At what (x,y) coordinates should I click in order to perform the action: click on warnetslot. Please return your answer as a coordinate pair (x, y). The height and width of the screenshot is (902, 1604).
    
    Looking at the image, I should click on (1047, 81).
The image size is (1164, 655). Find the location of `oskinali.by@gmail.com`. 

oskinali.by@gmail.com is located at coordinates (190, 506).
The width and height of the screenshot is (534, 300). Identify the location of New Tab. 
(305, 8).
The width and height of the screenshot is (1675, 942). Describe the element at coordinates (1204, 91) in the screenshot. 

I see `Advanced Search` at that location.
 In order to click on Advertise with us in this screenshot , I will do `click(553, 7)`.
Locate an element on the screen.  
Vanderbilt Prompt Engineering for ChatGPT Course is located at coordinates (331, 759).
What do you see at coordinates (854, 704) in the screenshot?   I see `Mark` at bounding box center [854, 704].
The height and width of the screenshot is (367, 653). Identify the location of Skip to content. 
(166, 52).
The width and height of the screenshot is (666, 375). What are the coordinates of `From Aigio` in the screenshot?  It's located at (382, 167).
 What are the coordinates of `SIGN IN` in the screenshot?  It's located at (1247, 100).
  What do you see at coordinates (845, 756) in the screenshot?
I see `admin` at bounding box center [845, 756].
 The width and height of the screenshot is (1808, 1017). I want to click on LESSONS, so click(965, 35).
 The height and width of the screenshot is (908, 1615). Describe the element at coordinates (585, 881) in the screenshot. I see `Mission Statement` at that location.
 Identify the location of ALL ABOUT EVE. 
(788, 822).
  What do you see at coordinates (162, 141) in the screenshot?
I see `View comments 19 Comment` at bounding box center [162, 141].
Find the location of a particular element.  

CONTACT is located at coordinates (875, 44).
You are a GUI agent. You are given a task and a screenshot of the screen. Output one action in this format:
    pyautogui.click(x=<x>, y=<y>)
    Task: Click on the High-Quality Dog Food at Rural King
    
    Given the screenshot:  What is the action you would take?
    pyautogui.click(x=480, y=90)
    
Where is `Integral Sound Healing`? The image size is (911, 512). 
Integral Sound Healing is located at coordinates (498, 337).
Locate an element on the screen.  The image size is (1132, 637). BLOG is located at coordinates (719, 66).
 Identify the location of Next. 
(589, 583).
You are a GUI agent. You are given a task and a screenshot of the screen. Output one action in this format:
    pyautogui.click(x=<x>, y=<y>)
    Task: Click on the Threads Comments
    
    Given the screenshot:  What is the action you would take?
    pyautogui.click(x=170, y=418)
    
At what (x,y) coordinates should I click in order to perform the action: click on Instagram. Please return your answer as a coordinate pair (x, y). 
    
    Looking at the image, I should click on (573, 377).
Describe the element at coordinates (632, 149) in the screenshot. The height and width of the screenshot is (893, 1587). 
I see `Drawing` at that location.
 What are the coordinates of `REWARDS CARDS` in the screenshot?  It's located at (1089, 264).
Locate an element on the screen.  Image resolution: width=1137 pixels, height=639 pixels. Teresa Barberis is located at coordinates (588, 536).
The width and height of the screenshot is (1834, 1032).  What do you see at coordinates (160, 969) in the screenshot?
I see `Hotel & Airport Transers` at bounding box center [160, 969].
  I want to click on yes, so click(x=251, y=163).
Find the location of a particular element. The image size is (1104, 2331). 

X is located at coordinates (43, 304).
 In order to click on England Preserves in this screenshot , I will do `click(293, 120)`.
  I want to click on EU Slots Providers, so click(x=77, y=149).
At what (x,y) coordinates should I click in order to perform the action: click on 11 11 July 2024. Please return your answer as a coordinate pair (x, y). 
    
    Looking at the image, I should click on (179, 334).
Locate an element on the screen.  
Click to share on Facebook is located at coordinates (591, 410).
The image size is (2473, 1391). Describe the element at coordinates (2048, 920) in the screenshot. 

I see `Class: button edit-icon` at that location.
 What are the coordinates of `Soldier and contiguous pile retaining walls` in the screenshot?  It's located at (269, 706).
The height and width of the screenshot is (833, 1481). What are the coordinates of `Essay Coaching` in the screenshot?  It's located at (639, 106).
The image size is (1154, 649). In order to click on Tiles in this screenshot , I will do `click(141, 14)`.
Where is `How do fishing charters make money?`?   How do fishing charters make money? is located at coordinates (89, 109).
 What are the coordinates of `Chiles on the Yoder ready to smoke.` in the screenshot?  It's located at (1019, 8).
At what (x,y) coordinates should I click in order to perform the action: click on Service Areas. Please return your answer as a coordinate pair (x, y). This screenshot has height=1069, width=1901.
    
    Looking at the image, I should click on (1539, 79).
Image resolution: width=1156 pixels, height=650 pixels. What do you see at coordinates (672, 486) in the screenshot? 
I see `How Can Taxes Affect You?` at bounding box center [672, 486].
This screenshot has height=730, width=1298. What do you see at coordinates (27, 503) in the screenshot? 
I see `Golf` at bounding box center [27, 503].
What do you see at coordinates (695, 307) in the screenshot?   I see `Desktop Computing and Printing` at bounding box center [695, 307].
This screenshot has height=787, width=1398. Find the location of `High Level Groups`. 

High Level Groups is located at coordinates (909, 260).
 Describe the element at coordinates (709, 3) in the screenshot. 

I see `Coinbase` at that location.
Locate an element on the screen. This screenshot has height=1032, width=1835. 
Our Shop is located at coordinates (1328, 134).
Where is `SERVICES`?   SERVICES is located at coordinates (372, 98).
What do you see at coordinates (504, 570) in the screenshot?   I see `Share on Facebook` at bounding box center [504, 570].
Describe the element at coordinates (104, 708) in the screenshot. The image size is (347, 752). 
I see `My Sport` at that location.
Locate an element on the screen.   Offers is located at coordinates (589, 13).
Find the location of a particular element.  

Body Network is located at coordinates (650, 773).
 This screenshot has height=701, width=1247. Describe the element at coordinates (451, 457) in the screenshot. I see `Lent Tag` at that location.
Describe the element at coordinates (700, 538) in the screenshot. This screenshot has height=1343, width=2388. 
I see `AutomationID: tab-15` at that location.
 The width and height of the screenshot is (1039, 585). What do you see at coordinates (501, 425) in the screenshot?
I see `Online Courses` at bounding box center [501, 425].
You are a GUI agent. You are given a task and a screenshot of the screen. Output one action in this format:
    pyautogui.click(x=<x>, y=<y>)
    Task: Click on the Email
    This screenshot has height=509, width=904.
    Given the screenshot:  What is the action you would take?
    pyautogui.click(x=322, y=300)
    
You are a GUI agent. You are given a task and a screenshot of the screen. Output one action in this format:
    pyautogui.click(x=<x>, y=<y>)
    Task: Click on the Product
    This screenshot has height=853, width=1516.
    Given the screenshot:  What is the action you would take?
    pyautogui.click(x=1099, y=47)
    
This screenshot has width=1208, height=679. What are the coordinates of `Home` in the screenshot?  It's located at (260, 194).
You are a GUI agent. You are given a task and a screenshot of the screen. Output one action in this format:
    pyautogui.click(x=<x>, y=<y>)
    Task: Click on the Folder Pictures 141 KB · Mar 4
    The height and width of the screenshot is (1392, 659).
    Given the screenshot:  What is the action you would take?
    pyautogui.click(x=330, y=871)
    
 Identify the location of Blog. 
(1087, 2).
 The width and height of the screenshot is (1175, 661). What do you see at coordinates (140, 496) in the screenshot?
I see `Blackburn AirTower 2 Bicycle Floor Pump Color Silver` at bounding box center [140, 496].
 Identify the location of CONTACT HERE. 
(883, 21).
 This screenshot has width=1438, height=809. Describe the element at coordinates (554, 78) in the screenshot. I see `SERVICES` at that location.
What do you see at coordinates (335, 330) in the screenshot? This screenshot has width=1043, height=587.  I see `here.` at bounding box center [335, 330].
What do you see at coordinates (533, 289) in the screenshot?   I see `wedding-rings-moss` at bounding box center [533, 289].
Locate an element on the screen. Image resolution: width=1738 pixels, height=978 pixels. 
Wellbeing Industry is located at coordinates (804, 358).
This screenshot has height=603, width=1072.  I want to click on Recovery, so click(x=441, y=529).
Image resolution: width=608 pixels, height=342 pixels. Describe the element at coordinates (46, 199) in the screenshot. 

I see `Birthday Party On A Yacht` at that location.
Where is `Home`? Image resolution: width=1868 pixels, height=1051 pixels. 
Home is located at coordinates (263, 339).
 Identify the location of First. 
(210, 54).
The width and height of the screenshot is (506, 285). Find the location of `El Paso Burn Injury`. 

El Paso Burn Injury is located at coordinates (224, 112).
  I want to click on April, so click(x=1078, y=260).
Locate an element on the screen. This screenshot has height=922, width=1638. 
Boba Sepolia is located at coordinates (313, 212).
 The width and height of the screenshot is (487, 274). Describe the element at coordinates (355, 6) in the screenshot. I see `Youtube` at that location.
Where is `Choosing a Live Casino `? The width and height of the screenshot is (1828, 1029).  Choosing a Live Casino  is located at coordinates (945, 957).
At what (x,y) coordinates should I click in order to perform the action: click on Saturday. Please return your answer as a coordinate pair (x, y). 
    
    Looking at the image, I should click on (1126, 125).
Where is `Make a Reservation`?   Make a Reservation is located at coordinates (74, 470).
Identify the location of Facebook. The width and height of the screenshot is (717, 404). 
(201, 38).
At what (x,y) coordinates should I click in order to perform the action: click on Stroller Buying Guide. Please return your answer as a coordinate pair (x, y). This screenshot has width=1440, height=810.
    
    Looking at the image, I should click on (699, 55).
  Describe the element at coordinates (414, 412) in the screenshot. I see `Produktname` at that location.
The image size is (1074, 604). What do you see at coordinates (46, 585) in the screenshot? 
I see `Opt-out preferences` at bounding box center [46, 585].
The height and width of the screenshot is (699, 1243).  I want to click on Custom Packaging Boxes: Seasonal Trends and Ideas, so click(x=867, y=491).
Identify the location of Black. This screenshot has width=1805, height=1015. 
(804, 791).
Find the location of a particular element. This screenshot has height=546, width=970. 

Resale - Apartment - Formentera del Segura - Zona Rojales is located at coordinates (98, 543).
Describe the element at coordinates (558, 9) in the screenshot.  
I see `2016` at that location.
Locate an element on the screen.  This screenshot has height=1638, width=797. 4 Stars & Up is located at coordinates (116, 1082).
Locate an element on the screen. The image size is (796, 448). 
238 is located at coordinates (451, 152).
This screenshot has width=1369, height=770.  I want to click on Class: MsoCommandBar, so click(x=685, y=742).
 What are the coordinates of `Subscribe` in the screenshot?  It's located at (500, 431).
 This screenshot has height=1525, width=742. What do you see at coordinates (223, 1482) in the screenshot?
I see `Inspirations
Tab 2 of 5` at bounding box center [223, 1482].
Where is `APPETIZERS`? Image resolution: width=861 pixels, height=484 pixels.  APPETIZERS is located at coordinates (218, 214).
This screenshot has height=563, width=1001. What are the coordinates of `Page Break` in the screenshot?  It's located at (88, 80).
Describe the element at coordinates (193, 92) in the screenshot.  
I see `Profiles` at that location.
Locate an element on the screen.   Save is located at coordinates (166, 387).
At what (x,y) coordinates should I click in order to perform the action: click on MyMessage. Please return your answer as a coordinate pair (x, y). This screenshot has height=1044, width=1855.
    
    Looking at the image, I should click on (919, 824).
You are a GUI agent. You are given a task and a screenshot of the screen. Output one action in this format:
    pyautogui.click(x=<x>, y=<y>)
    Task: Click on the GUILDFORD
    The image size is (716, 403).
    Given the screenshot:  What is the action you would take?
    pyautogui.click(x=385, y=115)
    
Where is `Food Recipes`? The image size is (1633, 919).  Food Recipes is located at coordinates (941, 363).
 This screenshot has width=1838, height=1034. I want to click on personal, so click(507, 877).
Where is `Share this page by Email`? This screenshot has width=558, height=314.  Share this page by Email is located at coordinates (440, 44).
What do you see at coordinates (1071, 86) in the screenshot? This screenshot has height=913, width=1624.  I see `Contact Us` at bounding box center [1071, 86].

- _WORK REQUIRED_
Your answer must be a copy of every line in the data above that holds the string "Email".

- _TASK RESULT_
    Task: Click on the Email
Where is `Share this page by Email`? This screenshot has width=558, height=314.  Share this page by Email is located at coordinates (440, 44).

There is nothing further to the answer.